Germany has been down this road of mass immigration before and the outcome wasn’t the completely happy ending that some enthusiastic supporters – Chancellor Merkel included – would allow.

As recently as 2010 she was on the record saying ‘multiculturalism in Germany has utterly failed’. Merkel’s comments, to the youth wing of her own Christian Democrat Union party, came amid growing resentment about immigration in Germany.

Here’s why.

In the late 1950s, Turkish workers arrived in West Germany to fill the demand for cheap unskilled labour in a booming post-war economy. That mass trans-migration was only formalised in 1961 when an agreement was signed between Bonn and Ankara paving the way for the first wave of Turkish “Gastarbeiter” (guest workers) to come to Germany. Many of them never left, creating a minority community that changed the demographics of the country forever.

They came because Germany was in need of healthy, unmarried Turkish men to work in the country’s booming post-war economy. Turkey was more than willing to help meet that demand.

In 1964, the recruitment treaty was changed to allow the Turkish workers to stay for longer than two years. It was too expensive and time consuming to constantly hire and train replacements. Later, the workers were even allowed to bring their families with them.

An economic recession triggered by the global oil crisis in the early 1970s followed Germany’s economic miracle, and in 1973 the recruitment of foreign workers came to a stop altogether. Between 1961 and 1973, around 2.7 million Turks applied for a job in Germany, but only around 750,000 were actually accepted. Half of those who came returned to Turkey, according to estimates. The other half remained in Germany.

Today, around 3 million people with a Turkish background live in Germany, meaning either they or their parents were born in Turkey, making them the largest migrant group in the country. Around 700,000 Turkish migrants have German citizenship although we know that many have recorded in the past that they still regard themselves as being ‘guest workers’ or ‘just Turks’ rather than fully-fledged citizens.
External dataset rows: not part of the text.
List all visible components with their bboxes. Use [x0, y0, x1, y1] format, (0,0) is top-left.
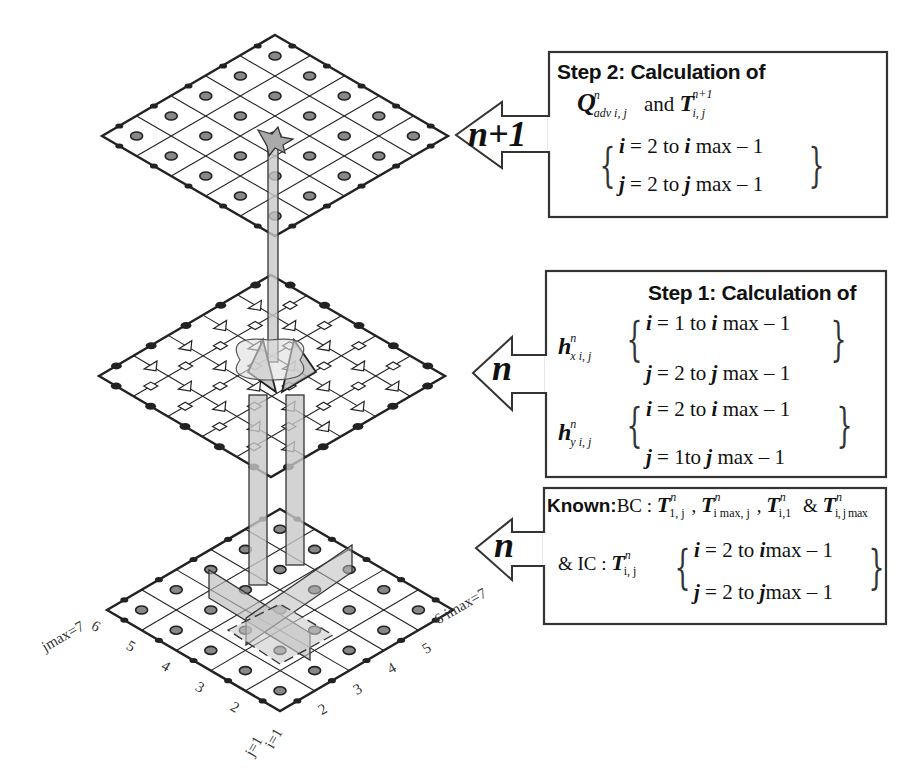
cell-node: [269, 92, 281, 100]
boundary-node: [397, 638, 405, 643]
boundary-node: [363, 557, 371, 562]
cell-node: [309, 667, 321, 675]
cell-node: [131, 132, 143, 140]
cell-node: [274, 566, 286, 574]
cell-node: [373, 112, 385, 120]
known-range-j: j = 2 to jmax – 1: [694, 580, 833, 605]
step1-box: Step 1: Calculation of hnx i, j { i = 1 …: [546, 271, 886, 477]
boundary-node: [328, 678, 336, 683]
boundary-node: [285, 282, 296, 289]
boundary-node: [224, 537, 232, 542]
and-word: and: [644, 92, 674, 116]
cell-node: [200, 92, 212, 100]
boundary-node: [155, 638, 163, 643]
hy-left-brace: {: [627, 402, 643, 448]
boundary-node: [155, 577, 163, 582]
cell-node: [407, 132, 419, 140]
step2-range-j: j = 2 to j max – 1: [619, 172, 763, 197]
hx-symbol-group: hnx i, j: [558, 333, 598, 360]
boundary-node: [190, 658, 198, 663]
q-sup: n: [594, 88, 600, 102]
boundary-node: [422, 362, 433, 369]
step2-range-i: i = 2 to i max – 1: [619, 134, 763, 159]
known-bc-line: Known:BC : Tn1, j, Tni max, j, Tni,1 & T…: [547, 492, 874, 518]
hx-range-i: i = 1 to i max – 1: [646, 311, 790, 336]
boundary-node: [358, 83, 366, 88]
boundary-node: [358, 183, 366, 188]
cell-node: [234, 192, 246, 200]
cell-node: [304, 72, 316, 80]
cell-node: [378, 586, 390, 594]
cell-node: [234, 152, 246, 160]
column-top-to-middle: [268, 148, 278, 362]
known-ic-line: & IC : Tni, j: [558, 550, 643, 576]
known-left-brace: {: [675, 544, 691, 590]
cell-node: [200, 132, 212, 140]
cell-node: [170, 586, 182, 594]
boundary-node: [363, 658, 371, 663]
boundary-node: [427, 143, 435, 148]
cell-node: [269, 52, 281, 60]
cell-node: [378, 626, 390, 634]
boundary-node: [354, 322, 365, 329]
cell-node: [205, 646, 217, 654]
known-range-i: i = 2 to imax – 1: [694, 538, 833, 563]
bc-label: BC :: [617, 495, 657, 516]
arrow-label-n-plus-1: n+1: [468, 113, 527, 155]
boundary-node: [115, 123, 123, 128]
cell-node: [170, 626, 182, 634]
known-box: Known:BC : Tn1, j, Tni max, j, Tni,1 & T…: [544, 488, 886, 624]
boundary-node: [392, 103, 400, 108]
boundary-node: [145, 403, 156, 410]
cell-node: [274, 525, 286, 533]
boundary-node: [318, 443, 329, 450]
cell-node: [274, 687, 286, 695]
boundary-node: [387, 403, 398, 410]
cell-node: [165, 112, 177, 120]
arrow-label-n-middle: n: [492, 347, 512, 389]
column-middle-left: [249, 395, 267, 585]
cell-node: [412, 606, 424, 614]
boundary-node: [214, 443, 225, 450]
cell-node: [338, 172, 350, 180]
boundary-node: [111, 383, 122, 390]
column-middle-right: [286, 395, 304, 565]
boundary-node: [185, 183, 193, 188]
boundary-node: [115, 143, 123, 148]
boundary-node: [288, 223, 296, 228]
boundary-node: [150, 163, 158, 168]
cell-node: [304, 192, 316, 200]
cell-node: [205, 606, 217, 614]
boundary-node: [224, 678, 232, 683]
cell-node: [165, 152, 177, 160]
known-heading: Known:: [547, 495, 617, 516]
hy-range-j: j = 1to j max – 1: [646, 445, 785, 470]
boundary-node: [259, 698, 267, 703]
step2-quantities: Qnadv i, j and Tn+1i, j: [577, 88, 727, 118]
known-right-brace: }: [869, 544, 885, 590]
boundary-node: [392, 163, 400, 168]
boundary-node: [181, 322, 192, 329]
boundary-node: [432, 597, 440, 602]
cell-node: [338, 132, 350, 140]
hx-left-brace: {: [627, 316, 643, 362]
boundary-node: [254, 223, 262, 228]
boundary-node: [219, 203, 227, 208]
ic-label: & IC :: [558, 553, 611, 574]
cell-node: [234, 72, 246, 80]
boundary-node: [288, 43, 296, 48]
cell-node: [234, 112, 246, 120]
cell-node: [136, 606, 148, 614]
boundary-node: [250, 282, 261, 289]
boundary-node: [111, 362, 122, 369]
cell-node: [309, 545, 321, 553]
cell-node: [343, 606, 355, 614]
boundary-node: [293, 698, 301, 703]
boundary-node: [215, 302, 226, 309]
hy-symbol-group: hny i, j: [558, 419, 598, 446]
t-sup: n+1: [692, 87, 712, 101]
cell-node: [304, 152, 316, 160]
boundary-node: [323, 63, 331, 68]
boundary-node: [185, 83, 193, 88]
cell-node: [373, 152, 385, 160]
In 2011 Der Spiegel published a special report titled ‘At Home in a Foreign Country: German Turks Struggle to Find Their Identity’. It tells the story of large segments of younger generations of German-born Turkish descendants who struggle to find their place in Germany, where they felt hampered by a lack of education and prospects for the future. The report said:

‘According to the Federal Chamber of Psychotherapists, children with foreign roots who were born in Germany are more likely to experience behavioral disorders than Germans of the same age. A research report by the Federal Office for Migration and Refugees concludes that four out of five Turks in Germany between the ages of 38 and 64 have no more than a junior high school education, while only a little more than a quarter have at least five years of schooling.

‘And even well-educated immigrants have a tough time in the labor market. According to calculations by the State Office of Statistics in the western state of North Rhine-Westphalia, 9.1 percent of high-school graduates with immigrant parents are unemployed, compared with only 2.6 percent of those with German parents.’

Now Germany will have to begin again with a new generation of immigrants, this time coming from across war-torn parts of the Middle East and Africa. They will be looking for jobs and a future like tens of thousands of Turks did in the boom years of the 1960s and early 70s.

As Breitbart News has reported, nobody knows just how many immigrants are headed Germany’s way or when the flow is likely to stop – if ever.

Whether or not their experience is better or worse than those from Turkey will now be tested.